Sigurdur Oli regarded it as a futile operation that Erlendur had launched. Even if Ellidi happened to be telling the truth and the time and place fitted and they finally found the right woman after a long search, what guarantees were there that she would talk about the rape at all? She’d kept quiet about it all her life. Why should she start talking about it now? All she needed to say, when Sigurdur Oli or any of the five detectives who were carrying the same kind of list knocked on her door, was “no", and they could say little more than “sorry to bother you.” Even if they did find the woman, there were no guarantees that she had in fact had a child as a result of the rape.

“It’s a question of responses, you should use psychology,” Erlendur had said when Sigurdur Oli tried to make him see the problem. “Try to get into their homes, sit down, accept a coffee, chat, be a bit of a gossip.”

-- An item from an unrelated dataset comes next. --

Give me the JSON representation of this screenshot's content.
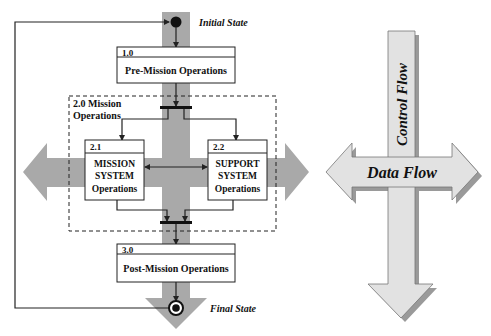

“Psychology!” Sigurdur Oli snorted when he got out of his car on Barmahlid and he thought about his partner, Bergthora. He didn’t even know how to use psychology on her. They’d met under unusual circumstances some years before, when Bergthora was a witness in a difficult case and after a short romance they decided to start living together. It turned out that they were well suited, had similar interests and both wanted to make a beautiful home for themselves with exclusive furniture and objets d’art, yuppies at heart. They always kissed when they met after a long day at work. Gave each other little presents. Even opened a bottle of wine. Sometimes they went straight to bed when they got home from work, but there’d been considerably less of that recently.

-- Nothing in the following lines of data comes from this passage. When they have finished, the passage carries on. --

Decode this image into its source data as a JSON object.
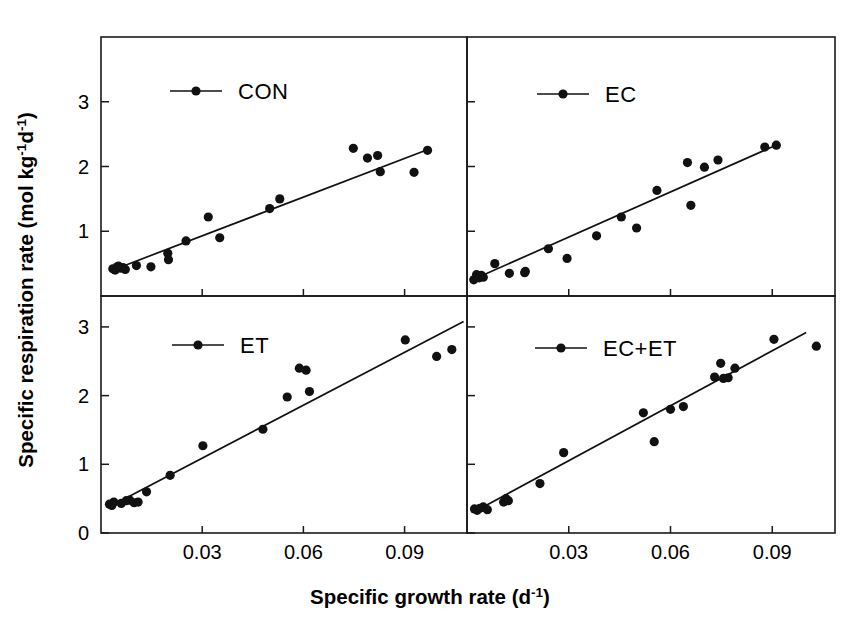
{
  "figure": {
    "xlabel_main": "Specific growth rate (d",
    "xlabel_sup": "-1",
    "xlabel_close": ")",
    "ylabel_a": "Specific respiration rate (mol kg",
    "ylabel_sup1": "-1",
    "ylabel_b": "d",
    "ylabel_sup2": "-1",
    "ylabel_close": ")",
    "background": "#ffffff",
    "ink": "#111111"
  },
  "chart_data": [
    {
      "type": "scatter",
      "panel": "top-left",
      "title": "CON",
      "legend": "CON",
      "legend_position": "top-left-inside",
      "xlabel": "Specific growth rate (d-1)",
      "ylabel": "Specific respiration rate (mol kg-1 d-1)",
      "xlim": [
        0.0,
        0.1085
      ],
      "ylim": [
        0.0,
        4.0
      ],
      "xticks": [
        0.03,
        0.06,
        0.09
      ],
      "xticklabels": [
        "0.03",
        "0.06",
        "0.09"
      ],
      "yticks": [
        1,
        2,
        3,
        4
      ],
      "yticklabels": [
        "1",
        "2",
        "3",
        "4"
      ],
      "grid": false,
      "x": [
        0.0035,
        0.0042,
        0.0048,
        0.0052,
        0.0058,
        0.0065,
        0.0072,
        0.0105,
        0.0148,
        0.0198,
        0.02,
        0.0252,
        0.0318,
        0.0352,
        0.05,
        0.053,
        0.0748,
        0.079,
        0.082,
        0.0828,
        0.0928,
        0.0968
      ],
      "y": [
        0.42,
        0.4,
        0.45,
        0.46,
        0.43,
        0.44,
        0.41,
        0.47,
        0.45,
        0.66,
        0.56,
        0.85,
        1.22,
        0.9,
        1.35,
        1.5,
        2.28,
        2.13,
        2.17,
        1.92,
        1.91,
        2.25
      ],
      "fit_line": {
        "x0": 0.0032,
        "y0": 0.395,
        "x1": 0.0975,
        "y1": 2.275
      }
    },
    {
      "type": "scatter",
      "panel": "top-right",
      "title": "EC",
      "legend": "EC",
      "legend_position": "top-left-inside",
      "xlabel": "Specific growth rate (d-1)",
      "ylabel": "Specific respiration rate (mol kg-1 d-1)",
      "xlim": [
        0.0,
        0.1085
      ],
      "ylim": [
        0.0,
        4.0
      ],
      "xticks": [
        0.03,
        0.06,
        0.09
      ],
      "xticklabels": [
        "0.03",
        "0.06",
        "0.09"
      ],
      "yticks": [
        1,
        2,
        3,
        4
      ],
      "yticklabels": [
        "1",
        "2",
        "3",
        "4"
      ],
      "grid": false,
      "x": [
        0.002,
        0.0028,
        0.0032,
        0.0036,
        0.0042,
        0.0048,
        0.0082,
        0.0125,
        0.017,
        0.0172,
        0.024,
        0.0295,
        0.0382,
        0.0455,
        0.05,
        0.056,
        0.065,
        0.066,
        0.07,
        0.074,
        0.0878,
        0.0912
      ],
      "y": [
        0.25,
        0.33,
        0.3,
        0.28,
        0.32,
        0.29,
        0.5,
        0.35,
        0.36,
        0.38,
        0.73,
        0.58,
        0.93,
        1.22,
        1.05,
        1.63,
        2.06,
        1.4,
        1.99,
        2.1,
        2.3,
        2.33
      ],
      "fit_line": {
        "x0": 0.0018,
        "y0": 0.255,
        "x1": 0.0918,
        "y1": 2.345
      }
    },
    {
      "type": "scatter",
      "panel": "bottom-left",
      "title": "ET",
      "legend": "ET",
      "legend_position": "top-left-inside",
      "xlabel": "Specific growth rate (d-1)",
      "ylabel": "Specific respiration rate (mol kg-1 d-1)",
      "xlim": [
        0.0,
        0.1085
      ],
      "ylim": [
        0.0,
        3.45
      ],
      "xticks": [
        0.03,
        0.06,
        0.09
      ],
      "xticklabels": [
        "0.03",
        "0.06",
        "0.09"
      ],
      "yticks": [
        0,
        1,
        2,
        3
      ],
      "yticklabels": [
        "0",
        "1",
        "2",
        "3"
      ],
      "grid": false,
      "x": [
        0.0025,
        0.0032,
        0.0038,
        0.006,
        0.0075,
        0.0085,
        0.0098,
        0.011,
        0.0135,
        0.0205,
        0.0302,
        0.048,
        0.0552,
        0.0588,
        0.0608,
        0.0618,
        0.0902,
        0.0995,
        0.104
      ],
      "y": [
        0.42,
        0.4,
        0.45,
        0.43,
        0.47,
        0.48,
        0.44,
        0.45,
        0.6,
        0.84,
        1.27,
        1.51,
        1.98,
        2.4,
        2.37,
        2.06,
        2.81,
        2.57,
        2.67
      ],
      "fit_line": {
        "x0": 0.0022,
        "y0": 0.375,
        "x1": 0.1075,
        "y1": 3.08
      }
    },
    {
      "type": "scatter",
      "panel": "bottom-right",
      "title": "EC+ET",
      "legend": "EC+ET",
      "legend_position": "top-left-inside",
      "xlabel": "Specific growth rate (d-1)",
      "ylabel": "Specific respiration rate (mol kg-1 d-1)",
      "xlim": [
        0.0,
        0.1085
      ],
      "ylim": [
        0.0,
        3.45
      ],
      "xticks": [
        0.03,
        0.06,
        0.09
      ],
      "xticklabels": [
        "0.03",
        "0.06",
        "0.09"
      ],
      "yticks": [
        0,
        1,
        2,
        3
      ],
      "yticklabels": [
        "0",
        "1",
        "2",
        "3"
      ],
      "grid": false,
      "x": [
        0.0022,
        0.003,
        0.0038,
        0.0048,
        0.006,
        0.0108,
        0.0115,
        0.0122,
        0.0215,
        0.0285,
        0.052,
        0.0552,
        0.06,
        0.0638,
        0.073,
        0.0748,
        0.0756,
        0.077,
        0.079,
        0.0905,
        0.103
      ],
      "y": [
        0.35,
        0.33,
        0.36,
        0.38,
        0.34,
        0.45,
        0.5,
        0.47,
        0.72,
        1.17,
        1.75,
        1.33,
        1.8,
        1.84,
        2.27,
        2.47,
        2.25,
        2.26,
        2.4,
        2.82,
        2.72
      ],
      "fit_line": {
        "x0": 0.002,
        "y0": 0.305,
        "x1": 0.1,
        "y1": 2.92
      }
    }
  ]
}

That was after she had given him a pair of very ordinary Finnish Wellington boots for his birthday. He tried to beam with delight but the expression of disbelief stayed on his face for too long and she saw there was something wrong. When he finally smiled, it was false.

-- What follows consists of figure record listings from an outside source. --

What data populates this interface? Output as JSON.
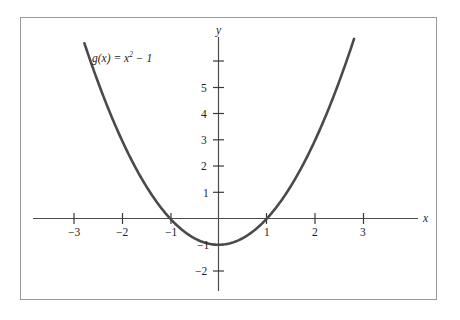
{
  "figure": {
    "kind": "cartesian-graph",
    "background_color": "#ffffff",
    "frame_border_color": "#9a9a9a",
    "axis_color": "#4d4d4d",
    "curve_color": "#4a4a4a",
    "text_color": "#1d1d1d"
  },
  "axes": {
    "x_axis_name": "x",
    "y_axis_name": "y",
    "x_tick_labels": [
      "−3",
      "−2",
      "−1",
      "1",
      "2",
      "3"
    ],
    "y_tick_labels": [
      "5",
      "4",
      "3",
      "2",
      "1",
      "−1",
      "−2"
    ]
  },
  "curve": {
    "label_g": "g",
    "label_paren_open": "(",
    "label_var": "x",
    "label_paren_close": ")",
    "label_equals": " = ",
    "label_x": "x",
    "label_exponent": "2",
    "label_minus_one": " − 1",
    "label_full": "g(x) = x² − 1"
  },
  "chart_data": {
    "type": "line",
    "title": "",
    "subtitle": "",
    "xlabel": "x",
    "ylabel": "y",
    "legend": [
      "g(x) = x² − 1"
    ],
    "legend_position": "upper-left-inline",
    "grid": false,
    "equation": "g(x) = x^2 - 1",
    "xlim": [
      -3.8,
      4.1
    ],
    "ylim": [
      -2.6,
      6.9
    ],
    "xticks": [
      -3,
      -2,
      -1,
      1,
      2,
      3
    ],
    "yticks": [
      5,
      4,
      3,
      2,
      1,
      -1,
      -2
    ],
    "xtick_labels": [
      "−3",
      "−2",
      "−1",
      "1",
      "2",
      "3"
    ],
    "ytick_labels": [
      "5",
      "4",
      "3",
      "2",
      "1",
      "−1",
      "−2"
    ],
    "unticked_y_gridmarks": [
      6
    ],
    "series": [
      {
        "name": "g(x) = x² − 1",
        "color": "#4a4a4a",
        "x": [
          -2.77,
          -2.6,
          -2.4,
          -2.2,
          -2.0,
          -1.8,
          -1.6,
          -1.4,
          -1.2,
          -1.0,
          -0.8,
          -0.6,
          -0.4,
          -0.2,
          0.0,
          0.2,
          0.4,
          0.6,
          0.8,
          1.0,
          1.2,
          1.4,
          1.6,
          1.8,
          2.0,
          2.2,
          2.4,
          2.6,
          2.8
        ],
        "y": [
          6.67,
          5.76,
          4.76,
          3.84,
          3.0,
          2.24,
          1.56,
          0.96,
          0.44,
          0.0,
          -0.36,
          -0.64,
          -0.84,
          -0.96,
          -1.0,
          -0.96,
          -0.84,
          -0.64,
          -0.36,
          0.0,
          0.44,
          0.96,
          1.56,
          2.24,
          3.0,
          3.84,
          4.76,
          5.76,
          6.84
        ]
      }
    ],
    "annotations": [
      {
        "text": "g(x) = x² − 1",
        "x": -2.2,
        "y": 6.1
      }
    ],
    "roots": [
      -1,
      1
    ],
    "vertex": [
      0,
      -1
    ]
  }
}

“Because you didn’t have any,” she said.

“I haven’t had a pair of Wellington boots since I was… 10,” he said.

“Aren’t you pleased?”

“I think they’re great,” Sigurdur Oli said, knowing that he hadn’t answered the question. She knew it too. “No, seriously,” he added and could tell he was digging himself a cold grave. “It’s fantastic.”

“You’re not pleased with them,” she said morosely.

“Sure I am,” he said, still at a total loss because he couldn’t stop thinking about the 30,000-krona wristwatch he’d given her for her birthday, bought after a week of explorations all over town and discussions with watchmakers about brands, gold plating, mechanisms, straps, water-tightness, Switzerland and cuckoo clocks. He’d applied all his detective skills to find the right watch, found it in the end and she was ecstatic, her joy and delight were genuine.

Then he was sitting in front of her with his smile frozen on his face and tried to pretend to be overjoyed, but he simply couldn’t do it for all his life was worth.

“Psychology?” Sigurdur Oli snorted again.

He rang the bell when he’d arrived at the door of the first lady he was visiting on Barmahlid and asked the question with as much psychological depth as he could muster, but failed miserably. Before he knew it, in a fluster he’d asked the woman on the landing whether she might ever have been raped.

“What the bloody hell are you on about?” the lady said, war paint on her face, finery on her fingers and a ferocious expression which did not look likely to ease up. “Who are you? What kind of a pervert are you anyway?”

“No, sorry,” Sigurdur Oli said and was back down the stairs in a split second.

Elinborg had more luck, since she had her mind more on her work and wasn’t shy about chatting away to gain people’s confidence. Her speciality was cooking, she was an exceptionally interested and capable cook and had no trouble finding a talking point. If the chance presented itself she’d ask what that gorgeous aroma emanating from the kitchen was and even people who’d lived on nothing but popcorn for the past week would welcome her indoors.